Teaching about the interplay of history and memory is fascinating. This is particularly true in an age when students are so highly attuned to source bias through news, life experience, online and social media interactions, and of course, learning about such issues in school. It can be deeply revealing for students, taught to be ever-vigilant and critical, to learn the nuance of how to learn and read sources that, like anything else in the world, are rife with bias. The way that each successive generation and age writes, remembers, and learns history naturally changes according to contemporary circumstances, as well as the lives and values of the authors themselves, which remains as true today as it did thousands of years ago. Here I present excerpts from three sources relating to the memory of Charlemagne (r. 768-814), the most revered of Carolingian monarchs. They are a useful lens through which to view issues of history and memory, and certainly, Charlemagne was a man whose influence bears much remembering.

Essay

The formidable figure of Charlemagne, King of the Franks, who was famously crowned Emperor of the Romans on Christmas Day of the year 800, left quite the lasting legacy upon European history. Known as Karolus Magnus—Charles the Great—even during and immediately after his own lifetime, it was clear to his Carolingian contemporaries and to posterity that this was a man worthy of emulation, one whose great deeds and military fortitude made him the terror of his enemies and the envy of European monarchs and military commanders for centuries. Charlemagne’s legacy and memory called upon the idea of translatio imperii, the translation of empire, to facilitate the transmission of Roman imperial power through the medieval period and well into the modern one. Even Napoleon Bonaparte deliberately cultivated this legacy of Charlemagne’s greatness to mold himself in the image of the medieval monarch when proclaiming himself the emperor of nineteenth-century France. This had multilayered significance: bound up in Charlemagne were ideas of Frankish proto-Frenchness, Roman imperial power, military might, and European unity achieved largely through conquest.
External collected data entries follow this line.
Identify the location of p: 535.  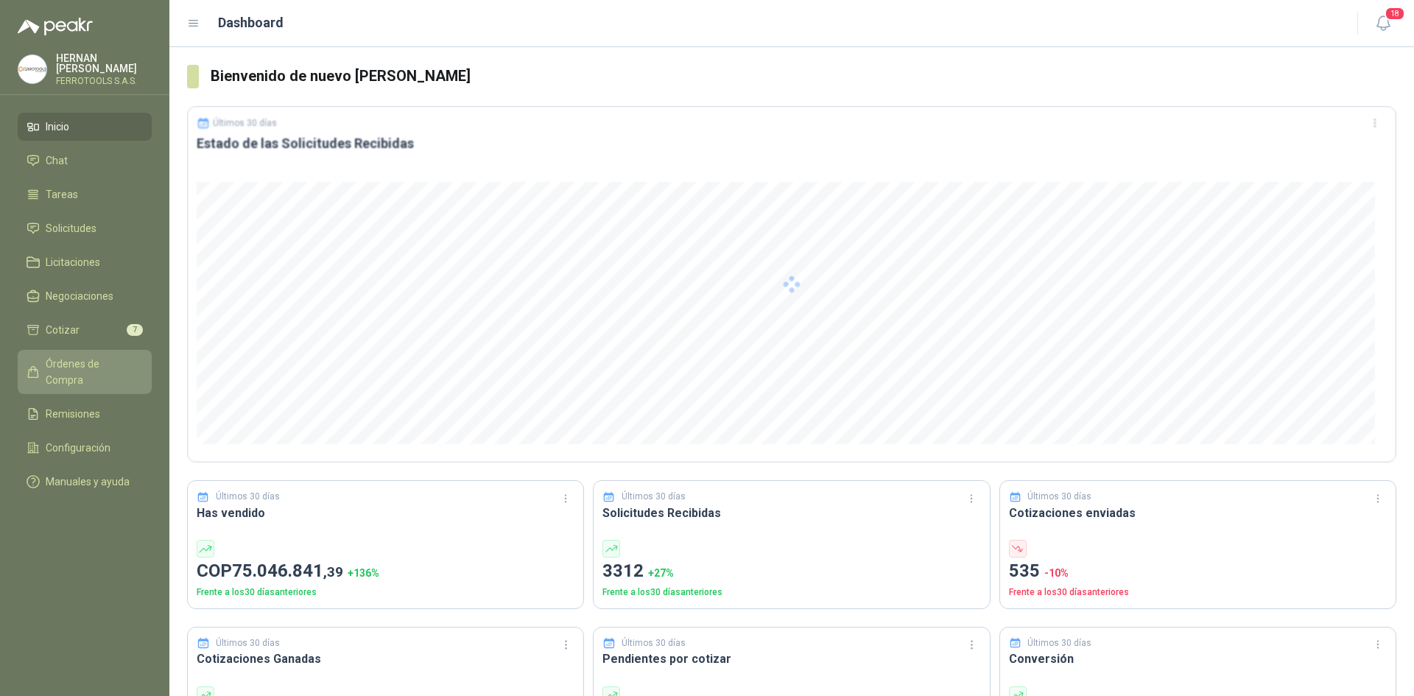
(1198, 572).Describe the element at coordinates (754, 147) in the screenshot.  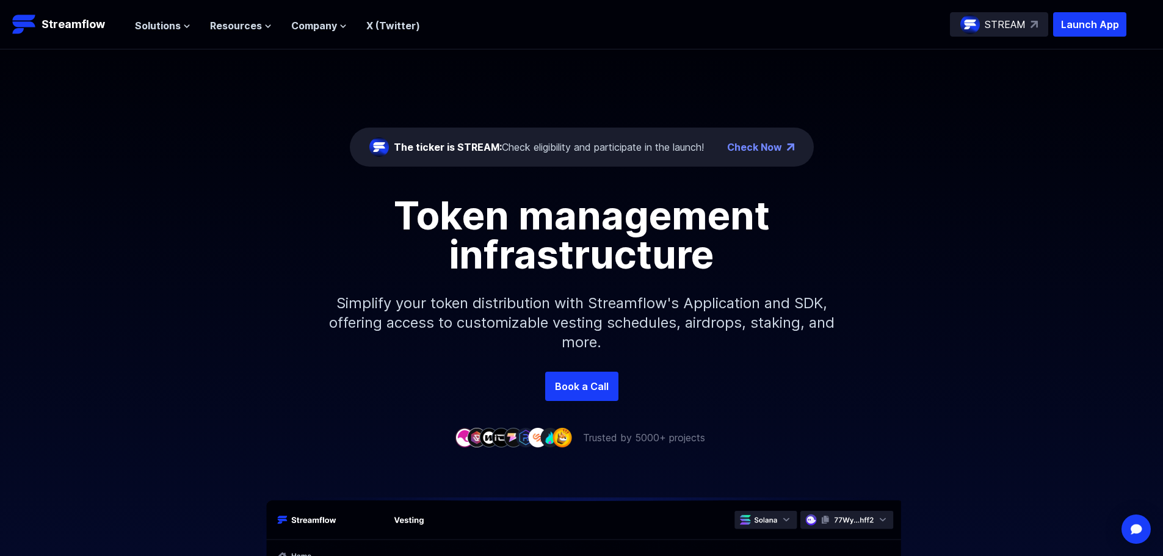
I see `a: Check Now` at that location.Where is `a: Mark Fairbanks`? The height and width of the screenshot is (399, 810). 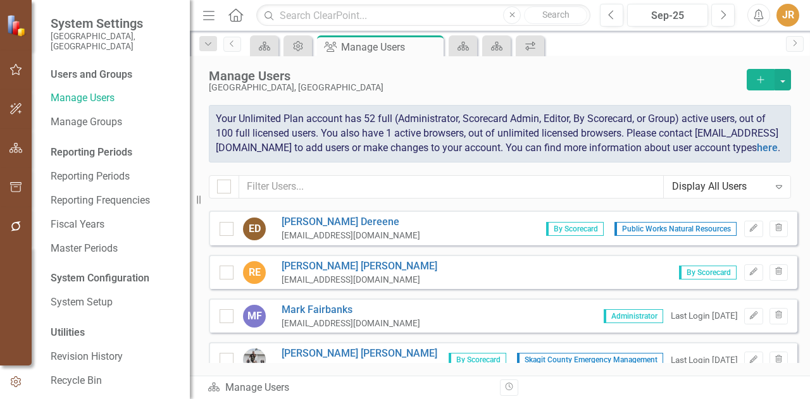
a: Mark Fairbanks is located at coordinates (351, 310).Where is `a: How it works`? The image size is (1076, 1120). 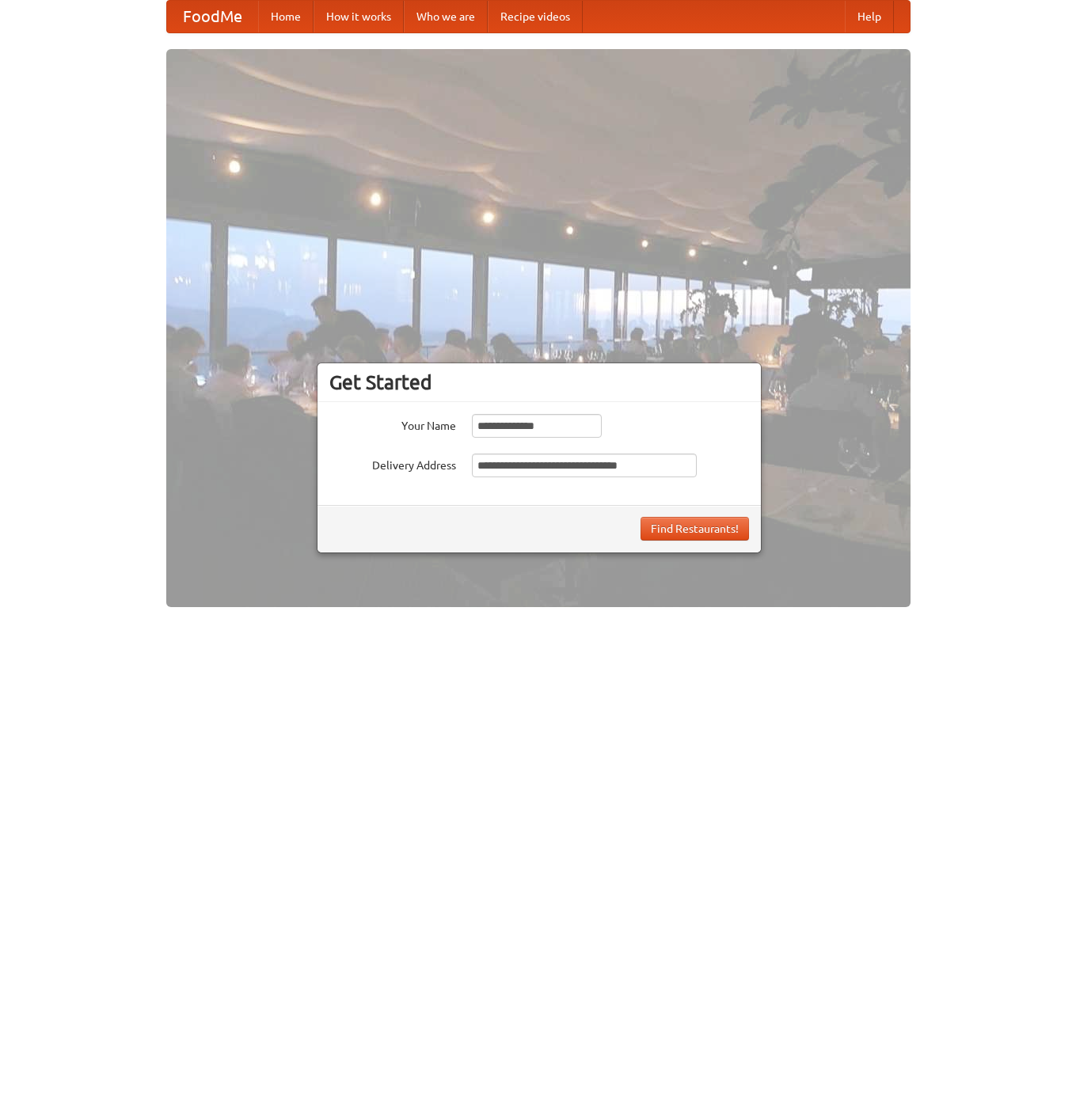 a: How it works is located at coordinates (359, 16).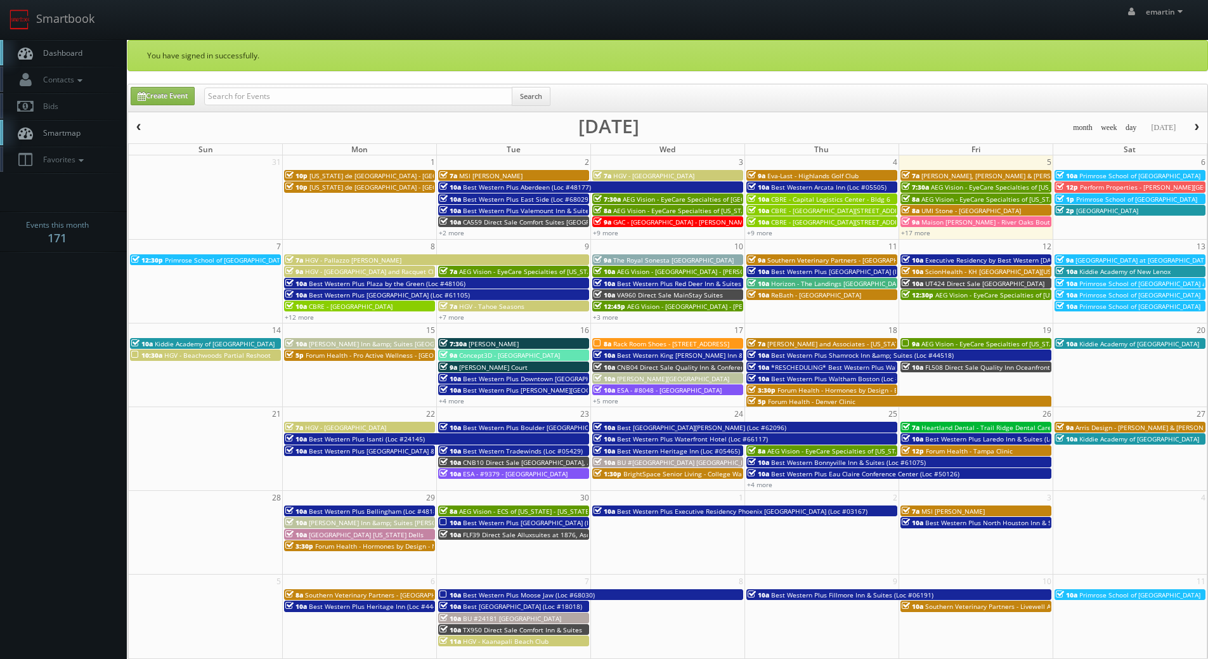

The study of the progression of Charlemagne’s legacy through time can be illuminating and fruitful. As might be expected, the further we get from contemporary source material, the more fantastic and imaginative Charlemagne’s prowess and great deeds become. Herein, we shall have a look at excerpts from three different primary sources, to watch the progression of Charlemagne’s memory through the centuries: from the great man and military commander himself as known to his contemporaries, to the veritable mythological giant that he would become in the minds of men a few centuries after his death.

I often use the three sources presented below in conjunction with one another as a platform for students to investigate the legacy of Charlemagne through the ages. Throughout my world history courses, we investigate the inherent bias of sources and authors, and we discuss the ways in which that bias affects how we as modern history scholars utilize that source material. To that end, I introduce students to these particular sources during units on early medieval and Carolingian history. Have the students do some basic research on the authors through encyclopedic sources, in order to discuss basic issues of historical criticism: who was the author? When did they write? What was their purpose for writing? What sort of work did they intend to produce? Who was the intended audience?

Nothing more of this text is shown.